The Collaborative International Dictionary
Coadaptation \Co*ad`ap*ta"tion\, n.
Mutual adaption.
--R. Owen.
Wiktionary
n. (alternative spelling of co-adaptation English)
Usage examples of "coadaptation".
Nevertheless, such a conclusion, even if well founded, would be unsatisfactory, until it could be shown how the innumerable species inhabiting this world have been modified, so as to acquire that perfection of structure and coadaptation which most justly excites our admiration.
Nevertheless such a conclusion, even if well founded, would be unsatisfactory, until it could be shown how innumerable species inhabiting this world have been modified, so as to acquire those perfections of structure and coadaptation which most justly excites our admiration.
Slow though the process of selection may be, if feeble man can do much by his powers of artificial selection, I can see no limit to the amount of change, to the beauty and infinite complexity of the coadaptations between all organic beings, one with another and with their physical conditions of life, which may be effected in the long course of time by nature's power of selection.
Nevertheless, such a conclusion, even if well founded, would be unsatisfactory, until it could be shown how the innumerable species inhabiting this world have been modified so as to acquire that perfection of structure and coadaptation which most justly excites our admiration Naturalists continually refer to external conditions, such as climate, food, &c.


▸ **WORK INSTRUCTIONS**
Your answer should be the lines of the material that include the word "AUSAustraliaDKDenmarkHUNHungaryNORNorway".

"""

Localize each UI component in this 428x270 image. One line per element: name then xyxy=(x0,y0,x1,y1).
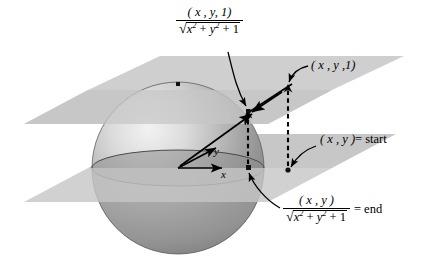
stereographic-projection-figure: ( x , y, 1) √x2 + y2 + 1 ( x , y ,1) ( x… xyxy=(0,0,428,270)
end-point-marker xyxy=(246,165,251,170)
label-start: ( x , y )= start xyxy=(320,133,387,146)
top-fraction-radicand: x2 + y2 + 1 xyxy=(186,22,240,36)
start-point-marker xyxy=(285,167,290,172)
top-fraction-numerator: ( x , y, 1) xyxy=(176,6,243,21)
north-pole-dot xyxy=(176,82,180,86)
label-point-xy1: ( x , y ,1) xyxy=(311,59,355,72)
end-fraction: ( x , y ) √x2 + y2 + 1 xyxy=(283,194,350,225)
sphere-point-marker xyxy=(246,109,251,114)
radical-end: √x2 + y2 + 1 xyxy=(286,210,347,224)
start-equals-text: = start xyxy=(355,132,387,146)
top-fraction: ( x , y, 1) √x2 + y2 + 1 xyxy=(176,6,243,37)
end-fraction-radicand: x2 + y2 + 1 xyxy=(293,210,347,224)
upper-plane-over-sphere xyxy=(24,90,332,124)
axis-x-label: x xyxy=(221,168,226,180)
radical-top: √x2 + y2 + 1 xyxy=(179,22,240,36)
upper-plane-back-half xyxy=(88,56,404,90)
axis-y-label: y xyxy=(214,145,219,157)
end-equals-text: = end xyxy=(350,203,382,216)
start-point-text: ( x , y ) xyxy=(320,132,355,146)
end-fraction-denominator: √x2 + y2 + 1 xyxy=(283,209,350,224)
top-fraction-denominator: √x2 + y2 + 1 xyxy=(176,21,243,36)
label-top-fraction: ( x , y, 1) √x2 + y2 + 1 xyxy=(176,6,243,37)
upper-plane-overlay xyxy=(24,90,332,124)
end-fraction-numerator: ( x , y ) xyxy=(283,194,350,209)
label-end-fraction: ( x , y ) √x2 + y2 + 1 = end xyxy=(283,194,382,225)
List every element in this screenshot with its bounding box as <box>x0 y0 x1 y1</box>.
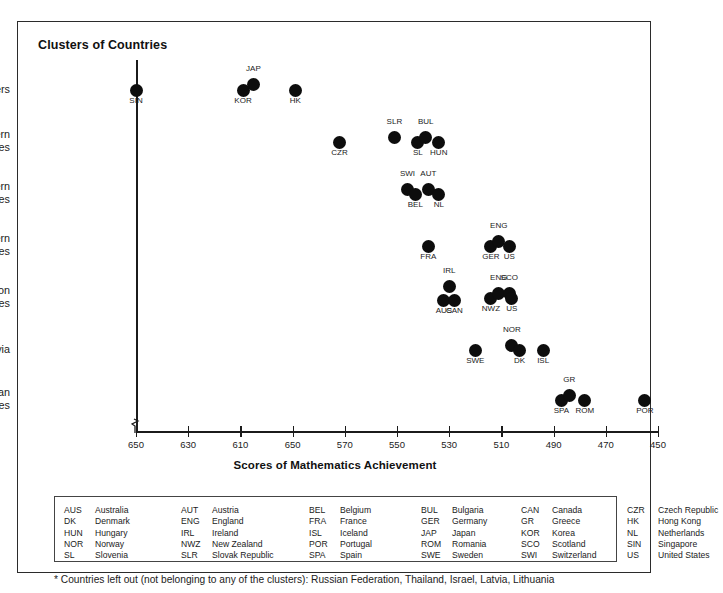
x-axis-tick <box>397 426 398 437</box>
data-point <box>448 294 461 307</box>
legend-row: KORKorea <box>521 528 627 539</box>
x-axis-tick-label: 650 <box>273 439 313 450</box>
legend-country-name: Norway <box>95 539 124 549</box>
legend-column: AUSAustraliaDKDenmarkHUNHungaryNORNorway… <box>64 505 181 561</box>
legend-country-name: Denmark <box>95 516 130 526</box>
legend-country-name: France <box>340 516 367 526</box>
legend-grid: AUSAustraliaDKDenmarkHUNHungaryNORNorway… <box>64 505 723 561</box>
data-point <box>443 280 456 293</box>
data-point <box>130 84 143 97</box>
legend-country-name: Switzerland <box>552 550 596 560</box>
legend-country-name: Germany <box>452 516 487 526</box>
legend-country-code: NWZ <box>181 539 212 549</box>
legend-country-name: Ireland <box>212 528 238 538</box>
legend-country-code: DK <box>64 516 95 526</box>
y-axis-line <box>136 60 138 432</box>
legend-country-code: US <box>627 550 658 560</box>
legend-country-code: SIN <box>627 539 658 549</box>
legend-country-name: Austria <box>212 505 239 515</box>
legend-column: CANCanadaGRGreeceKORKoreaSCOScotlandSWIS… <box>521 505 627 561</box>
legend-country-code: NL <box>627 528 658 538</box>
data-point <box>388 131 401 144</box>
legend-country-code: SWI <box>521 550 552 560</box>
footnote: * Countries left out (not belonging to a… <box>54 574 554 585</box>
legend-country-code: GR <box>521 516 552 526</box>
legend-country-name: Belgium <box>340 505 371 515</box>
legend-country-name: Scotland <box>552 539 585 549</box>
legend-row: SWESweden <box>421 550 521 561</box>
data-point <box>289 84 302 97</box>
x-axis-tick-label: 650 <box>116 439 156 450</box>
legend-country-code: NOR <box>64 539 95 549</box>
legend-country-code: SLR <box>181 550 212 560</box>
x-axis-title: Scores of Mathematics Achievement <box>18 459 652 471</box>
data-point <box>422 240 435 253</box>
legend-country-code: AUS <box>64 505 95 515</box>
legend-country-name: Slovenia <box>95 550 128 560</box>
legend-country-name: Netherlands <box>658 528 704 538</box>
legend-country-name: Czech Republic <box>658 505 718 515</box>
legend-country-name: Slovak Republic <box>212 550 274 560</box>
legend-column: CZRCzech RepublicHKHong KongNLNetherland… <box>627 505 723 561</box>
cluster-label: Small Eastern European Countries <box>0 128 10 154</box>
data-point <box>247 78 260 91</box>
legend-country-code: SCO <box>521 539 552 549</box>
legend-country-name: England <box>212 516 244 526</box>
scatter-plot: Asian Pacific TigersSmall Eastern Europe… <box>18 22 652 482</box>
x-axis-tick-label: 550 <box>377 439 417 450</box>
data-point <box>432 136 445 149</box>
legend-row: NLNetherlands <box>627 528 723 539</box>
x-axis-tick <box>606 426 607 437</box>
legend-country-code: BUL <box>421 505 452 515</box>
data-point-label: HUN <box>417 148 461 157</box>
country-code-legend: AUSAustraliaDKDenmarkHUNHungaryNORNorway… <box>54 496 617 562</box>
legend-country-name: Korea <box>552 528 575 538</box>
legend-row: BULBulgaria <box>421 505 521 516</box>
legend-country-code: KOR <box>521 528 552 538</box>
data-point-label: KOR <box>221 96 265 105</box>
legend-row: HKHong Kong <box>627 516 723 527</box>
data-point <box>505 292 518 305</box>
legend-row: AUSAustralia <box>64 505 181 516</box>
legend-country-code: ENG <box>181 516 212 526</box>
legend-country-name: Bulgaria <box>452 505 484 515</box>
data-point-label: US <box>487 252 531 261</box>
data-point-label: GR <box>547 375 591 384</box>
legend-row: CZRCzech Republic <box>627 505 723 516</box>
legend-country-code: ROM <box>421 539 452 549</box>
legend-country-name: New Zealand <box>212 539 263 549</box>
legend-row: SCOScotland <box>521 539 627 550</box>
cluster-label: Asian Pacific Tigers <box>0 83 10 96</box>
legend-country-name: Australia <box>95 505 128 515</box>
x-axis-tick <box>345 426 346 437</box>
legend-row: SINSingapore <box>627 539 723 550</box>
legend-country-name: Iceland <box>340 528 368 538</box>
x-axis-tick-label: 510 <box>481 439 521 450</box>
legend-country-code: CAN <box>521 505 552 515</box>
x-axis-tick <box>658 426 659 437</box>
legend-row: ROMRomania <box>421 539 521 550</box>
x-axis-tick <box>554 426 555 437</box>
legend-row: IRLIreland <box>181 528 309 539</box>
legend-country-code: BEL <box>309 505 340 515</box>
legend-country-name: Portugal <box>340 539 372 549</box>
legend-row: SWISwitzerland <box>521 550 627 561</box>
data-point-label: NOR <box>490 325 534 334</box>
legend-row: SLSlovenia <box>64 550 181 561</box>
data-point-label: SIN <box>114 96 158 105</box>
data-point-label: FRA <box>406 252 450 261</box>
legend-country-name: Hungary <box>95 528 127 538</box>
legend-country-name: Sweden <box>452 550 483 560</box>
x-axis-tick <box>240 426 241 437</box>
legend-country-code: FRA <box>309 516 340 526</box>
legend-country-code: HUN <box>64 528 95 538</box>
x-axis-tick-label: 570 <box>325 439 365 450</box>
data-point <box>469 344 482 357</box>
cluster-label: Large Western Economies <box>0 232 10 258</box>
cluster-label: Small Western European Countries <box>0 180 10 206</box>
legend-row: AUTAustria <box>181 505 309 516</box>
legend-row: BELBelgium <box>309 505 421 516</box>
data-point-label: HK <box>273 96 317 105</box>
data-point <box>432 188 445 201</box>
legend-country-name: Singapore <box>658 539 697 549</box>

"""
"""

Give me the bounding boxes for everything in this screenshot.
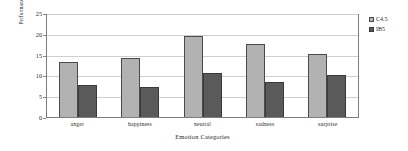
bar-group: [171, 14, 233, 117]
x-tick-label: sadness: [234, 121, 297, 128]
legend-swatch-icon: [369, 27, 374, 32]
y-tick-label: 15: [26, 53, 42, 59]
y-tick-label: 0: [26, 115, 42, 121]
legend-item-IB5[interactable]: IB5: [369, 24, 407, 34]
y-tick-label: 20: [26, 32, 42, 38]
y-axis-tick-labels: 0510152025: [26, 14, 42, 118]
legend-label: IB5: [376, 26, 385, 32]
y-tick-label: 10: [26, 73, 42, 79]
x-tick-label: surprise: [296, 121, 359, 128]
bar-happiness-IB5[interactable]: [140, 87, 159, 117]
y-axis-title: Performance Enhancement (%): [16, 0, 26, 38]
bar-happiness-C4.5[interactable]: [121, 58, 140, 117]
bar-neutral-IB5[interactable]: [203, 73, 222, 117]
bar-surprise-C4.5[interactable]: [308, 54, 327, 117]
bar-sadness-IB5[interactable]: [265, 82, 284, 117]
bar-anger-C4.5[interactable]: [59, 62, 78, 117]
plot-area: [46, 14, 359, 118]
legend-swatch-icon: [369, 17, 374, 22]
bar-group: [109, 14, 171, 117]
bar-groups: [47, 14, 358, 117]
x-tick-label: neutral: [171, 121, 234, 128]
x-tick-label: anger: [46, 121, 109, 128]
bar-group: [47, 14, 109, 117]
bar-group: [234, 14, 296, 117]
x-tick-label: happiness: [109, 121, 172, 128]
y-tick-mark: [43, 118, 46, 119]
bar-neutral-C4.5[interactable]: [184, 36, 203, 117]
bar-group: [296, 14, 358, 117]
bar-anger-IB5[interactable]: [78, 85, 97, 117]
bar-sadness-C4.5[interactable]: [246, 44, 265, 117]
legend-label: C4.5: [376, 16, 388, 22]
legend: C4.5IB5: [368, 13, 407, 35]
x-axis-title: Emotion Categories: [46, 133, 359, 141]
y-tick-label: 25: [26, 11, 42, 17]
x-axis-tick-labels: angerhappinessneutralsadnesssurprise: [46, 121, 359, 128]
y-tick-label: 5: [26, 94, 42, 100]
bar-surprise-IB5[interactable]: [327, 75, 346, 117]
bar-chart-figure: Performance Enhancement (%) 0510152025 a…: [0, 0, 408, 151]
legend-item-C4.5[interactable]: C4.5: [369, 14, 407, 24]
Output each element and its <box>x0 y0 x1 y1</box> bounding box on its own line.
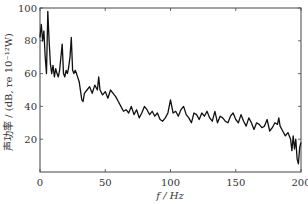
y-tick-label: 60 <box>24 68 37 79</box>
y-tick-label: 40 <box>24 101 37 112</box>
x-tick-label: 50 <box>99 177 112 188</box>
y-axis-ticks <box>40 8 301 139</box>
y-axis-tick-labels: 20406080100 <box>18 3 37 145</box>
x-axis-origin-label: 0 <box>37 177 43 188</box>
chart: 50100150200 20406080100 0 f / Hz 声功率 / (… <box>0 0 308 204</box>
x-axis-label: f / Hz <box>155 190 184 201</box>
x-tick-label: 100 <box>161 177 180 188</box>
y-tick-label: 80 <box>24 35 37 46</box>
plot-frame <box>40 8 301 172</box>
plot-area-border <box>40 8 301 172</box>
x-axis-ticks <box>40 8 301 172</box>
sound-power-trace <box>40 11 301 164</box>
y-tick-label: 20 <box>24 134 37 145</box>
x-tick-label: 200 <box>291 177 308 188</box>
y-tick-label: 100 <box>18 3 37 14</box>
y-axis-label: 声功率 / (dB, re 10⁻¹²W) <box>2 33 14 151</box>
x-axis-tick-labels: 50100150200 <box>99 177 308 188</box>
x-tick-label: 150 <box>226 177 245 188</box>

"""

▸ **REPLY TO THE TASK**
legend-column: AUSAustraliaDKDenmarkHUNHungaryNORNorway… <box>64 505 181 561</box>
legend-grid: AUSAustraliaDKDenmarkHUNHungaryNORNorway… <box>64 505 723 561</box>
country-code-legend: AUSAustraliaDKDenmarkHUNHungaryNORNorway… <box>54 496 617 562</box>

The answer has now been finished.